Here's a more difficult version of the AI box experiment. I haven't seen this particular version anywhere, but I'd be pleased to be proven wrong.
Imagine we've come up with a very intelligent AI that is free to manipulate the environment and uses the action-reward system like Hutter's AIXI. Also imagine that we've somehow figured a way to make the rewards very hard to counterfeit (perhaps we require the rewards to be cryptographically signed). It's clear that in such a system, the 'weak point' would be the people in control of the private key. In this case the AI will not attempt to modify its own reward system (to see why, look at Hutter's AIXI book, where he discusses this in some detail).

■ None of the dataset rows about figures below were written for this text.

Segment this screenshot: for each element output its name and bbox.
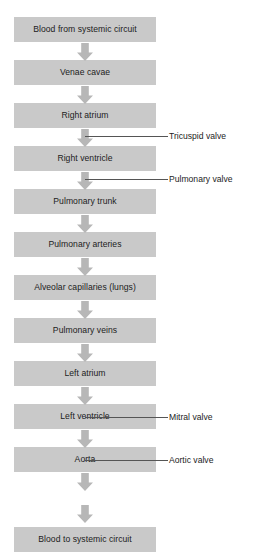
flow-node: Pulmonary trunk xyxy=(14,189,156,214)
flow-node: Blood to systemic circuit xyxy=(14,527,156,552)
leader-line xyxy=(85,460,168,461)
flow-node: Pulmonary veins xyxy=(14,318,156,343)
valve-annotation-label: Pulmonary valve xyxy=(168,175,233,184)
down-arrow-icon xyxy=(77,387,93,405)
valve-annotation: Tricuspid valve xyxy=(85,131,226,142)
down-arrow-icon xyxy=(77,344,93,362)
valve-annotation: Pulmonary valve xyxy=(85,174,233,185)
down-arrow-icon xyxy=(77,86,93,104)
down-arrow-icon xyxy=(77,430,93,448)
valve-annotation: Aortic valve xyxy=(85,455,213,466)
flow-node: Blood from systemic circuit xyxy=(14,17,156,42)
flow-node-label: Venae cavae xyxy=(60,68,110,77)
down-arrow-icon xyxy=(77,473,93,491)
flow-node: Pulmonary arteries xyxy=(14,232,156,257)
flow-node-label: Pulmonary veins xyxy=(53,326,117,335)
flow-node-label: Alveolar capillaries (lungs) xyxy=(34,283,136,292)
flow-node-label: Right ventricle xyxy=(57,154,112,163)
valve-annotation-label: Tricuspid valve xyxy=(168,132,226,141)
down-arrow-icon xyxy=(77,43,93,61)
down-arrow-icon xyxy=(77,505,93,523)
flow-node: Venae cavae xyxy=(14,60,156,85)
leader-line xyxy=(85,417,168,418)
flow-node-label: Left atrium xyxy=(64,369,105,378)
flow-node: Alveolar capillaries (lungs) xyxy=(14,275,156,300)
flow-node-label: Blood from systemic circuit xyxy=(33,25,137,34)
down-arrow-icon xyxy=(77,215,93,233)
flow-node: Right atrium xyxy=(14,103,156,128)
valve-annotation-label: Mitral valve xyxy=(168,413,212,422)
leader-line xyxy=(85,179,168,180)
valve-annotation: Mitral valve xyxy=(85,412,212,423)
flow-node: Left atrium xyxy=(14,361,156,386)
flow-node-label: Right atrium xyxy=(62,111,109,120)
flowchart-diagram: Blood from systemic circuit Venae cavae … xyxy=(0,0,258,556)
flow-node-label: Pulmonary trunk xyxy=(53,197,116,206)
down-arrow-icon xyxy=(77,301,93,319)
leader-line xyxy=(85,136,168,137)
valve-annotation-label: Aortic valve xyxy=(168,456,213,465)
flow-node-label: Pulmonary arteries xyxy=(48,240,121,249)
flow-node-label: Blood to systemic circuit xyxy=(38,535,131,544)
flow-node: Right ventricle xyxy=(14,146,156,171)
down-arrow-icon xyxy=(77,258,93,276)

How could such an AI convince someone to hand over the encryption key? Note that it can't promise things like e.g. ending human suffering, because it already has the means to do that (it is 'free') as well as the incentive (obtaining reward).
I don't understand how this encryption would work. What do people physically do to reward the AI, and how do you ensure that only people can do that? Would humans compute RSA signatures in their head? Would humans typing reusable passwords onto a "secure" reward computer that is "outside the AI's control"? Do humans precompute and memorize a finite number of one-time reward phrases before the AI is turned on, and reward the AI by uttering a phrase aloud?
In the precomputed, one-time cookie case, I'd just make the human think about the reward phrase. I'm sure humans leak thoughts like a sieve through subvocalization, nerve impulses, etc.
If it's worth saying, but not worth its own post (even in Discussion), then it goes here.